As a sophomore in college, I often think back to high school and reminisce about all the time I spent in school and with my friends and classmates. My last article is a good example of that. I'm not one of those people who say that high school was horrible and that I'd never go back if I had the chance. While I'd never go back to high school, I will go back to see my teachers. They're the ones who made high school easier for me and they made such a positive impact on my life. The teacher who had the best impact on me was my German teacher. Frau Griffin translates into Ms. Griffin and maybe now that I'm graduated I should just call her by her first name or even just Ms Griffin but nothing sounds right after calling her Frau for nearly six years.
Frau is the kind of teacher that every kid hopes to have in their life and I was lucky enough to have had her in high school, when life suddenly gets harder and you're faced with you ever ominous future. Even though she's a German teacher, she always took care of her students and gave us what my AP/German 4 class called 'Life Lessons.' Most every class would have a good 10-20 minute break where Frau would give us a little lecture on any given specific topic. I'm not sure how many kids the lessons reached, but they all kept with me. Frau never let class get boring either. She, herself, is an extraordinary person and she always brought it into class. There was rarely a dull moment and sometimes it was the students that gave to that. We had quite a few characters in our classes.
But Frau's Life Lessons weren't the only way that Frau helped me through high school. I started spiraling into a depression freshmen year and sophomore year, it got worse. I recall once, Frau pulled me aside after missing quite a few homework assignments and she helped me figure out that I was in a bad place. I can still remember what I was wearing that day, too. Frau always wanted - and probably still does want- to know that her students are safe and healthy and she always made that very obvious.
Then she helped me with the lowest point in my life. A few days after my birthday, I woke up, convinced my mother to leave me home because I was in a sour mood, and then I tried to kill myself with three kitchen knives. When none of them would cut me, I went back to bed and texted my best friend at the time and told her that I 'think' I had tried to kill myself. She showed Frau and Frau called the Student Resource Officer at my high school and then the police. The police showed up at my house and took me to the hospital and I began to get the help I didn't know that I needed.
Frau won Teacher of the Year last year, a well deserved award for someone who went above and beyond the call of duty while being a teacher at a not so great public school. She proved that anyone can do anything, as cliche as it might sound. She encouraged students and still encourages current students and alumni to do what she knew that we were capable of. Even now, as I go and see her before she jet-sets to the next city to learn and teach more about teaching, she still wants me to do everything she knows I can do. I'm so thankful that I got to know her and that she would never stop caring about me, or any of her alumni.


TASK DESCRIPTION »
Only an exact copy of the lines from the one containing "Identify all the" through the last line of the material below belongs in the answer, with no pictures.

MATERIAL PROVIDED »
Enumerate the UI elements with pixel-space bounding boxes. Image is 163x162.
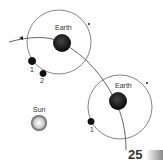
earth-orbit-path bbox=[9, 38, 126, 151]
orbit-marker-1 bbox=[88, 23, 90, 25]
sun-label: Sun bbox=[33, 106, 46, 113]
moon-label-2: 2 bbox=[40, 77, 44, 84]
sun bbox=[31, 115, 47, 131]
earth-label-1: Earth bbox=[55, 24, 72, 31]
moon-1a bbox=[28, 57, 36, 65]
page-edge-bar bbox=[146, 150, 163, 160]
orbit-marker-2 bbox=[146, 82, 148, 84]
earth-label-2: Earth bbox=[115, 82, 132, 89]
moon-label-3: 1 bbox=[90, 126, 94, 133]
moon-1b bbox=[40, 70, 47, 77]
earth-1 bbox=[53, 34, 71, 52]
earth-2 bbox=[109, 92, 127, 110]
moon-label-1: 1 bbox=[30, 66, 34, 73]
moon-2a bbox=[88, 118, 95, 125]
orbit-diagram: Earth 1 2 Earth 1 Sun bbox=[0, 0, 163, 162]
page-number: 25 bbox=[128, 147, 142, 162]
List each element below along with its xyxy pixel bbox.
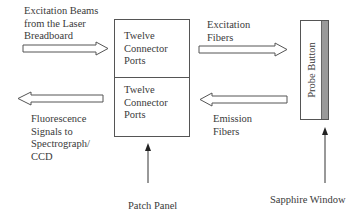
label-excitation-beams: Excitation Beams from the Laser Breadboa… [24,5,98,43]
probe-button: Probe Button [300,20,329,120]
arrow-emission-fibers [200,93,287,106]
label-excitation-fibers: Excitation Fibers [207,19,250,44]
probe-button-label: Probe Button [305,30,319,110]
label-sapphire-window: Sapphire Window [270,194,346,207]
label-patch-panel: Patch Panel [128,200,177,213]
patch-panel-bottom-text: Twelve Connector Ports [124,84,168,122]
patch-panel-pointer-arrowhead-icon [145,143,151,151]
sapphire-window-strip [321,21,328,119]
patch-panel-bottom-section: Twelve Connector Ports [114,77,190,137]
patch-panel-top-text: Twelve Connector Ports [124,30,168,68]
arrow-excitation-fibers [199,43,287,56]
patch-panel-top-section: Twelve Connector Ports [114,19,190,78]
sapphire-window-pointer-arrowhead-icon [322,127,328,135]
arrow-excitation-beams [23,42,108,55]
label-fluorescence-signals: Fluorescence Signals to Spectrograph/ CC… [31,113,90,163]
label-emission-fibers: Emission Fibers [213,113,252,138]
arrow-fluorescence-signals [18,92,103,105]
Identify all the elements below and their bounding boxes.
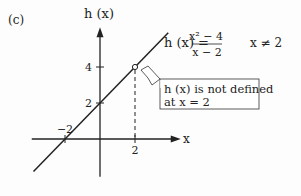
y-axis-arrow-icon (97, 27, 104, 37)
y-tick-label: 2 (85, 97, 92, 110)
function-denominator: x − 2 (192, 46, 221, 59)
hole-marker (132, 64, 137, 69)
panel-label: (c) (8, 13, 24, 27)
function-numerator: x² − 4 (189, 30, 223, 43)
y-tick-label: 4 (85, 61, 92, 74)
y-axis-label: h (x) (84, 6, 114, 21)
annotation-line-1: h (x) is not defined (164, 82, 274, 96)
figure: (c) −2224 h (x) x h (x) = x² − 4 x − 2 x… (0, 0, 301, 196)
series-line (34, 33, 169, 172)
annotation-line-2: at x = 2 (164, 95, 210, 109)
domain-condition: x ≠ 2 (250, 36, 282, 50)
annotation-arrow-icon (141, 66, 160, 85)
plot: (c) −2224 h (x) x h (x) = x² − 4 x − 2 x… (0, 0, 301, 196)
x-axis-arrow-icon (171, 136, 181, 143)
x-tick-label: 2 (132, 144, 139, 157)
x-axis-label: x (183, 132, 190, 146)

ANSWER TO THIS TASK »
Identify all the elements below and their bounding boxes.
y-axis-arrow-icon (97, 27, 104, 37)
y-tick-label: 2 (85, 97, 92, 110)
function-denominator: x − 2 (192, 46, 221, 59)
hole-marker (132, 64, 137, 69)
panel-label: (c) (8, 13, 24, 27)
function-numerator: x² − 4 (189, 30, 223, 43)
y-tick-label: 4 (85, 61, 92, 74)
y-axis-label: h (x) (84, 6, 114, 21)
annotation-line-1: h (x) is not defined (164, 82, 274, 96)
figure: (c) −2224 h (x) x h (x) = x² − 4 x − 2 x… (0, 0, 301, 196)
series-line (34, 33, 169, 172)
annotation-line-2: at x = 2 (164, 95, 210, 109)
domain-condition: x ≠ 2 (250, 36, 282, 50)
annotation-arrow-icon (141, 66, 160, 85)
plot: (c) −2224 h (x) x h (x) = x² − 4 x − 2 x… (0, 0, 301, 196)
x-axis-arrow-icon (171, 136, 181, 143)
x-tick-label: 2 (132, 144, 139, 157)
x-axis-label: x (183, 132, 190, 146)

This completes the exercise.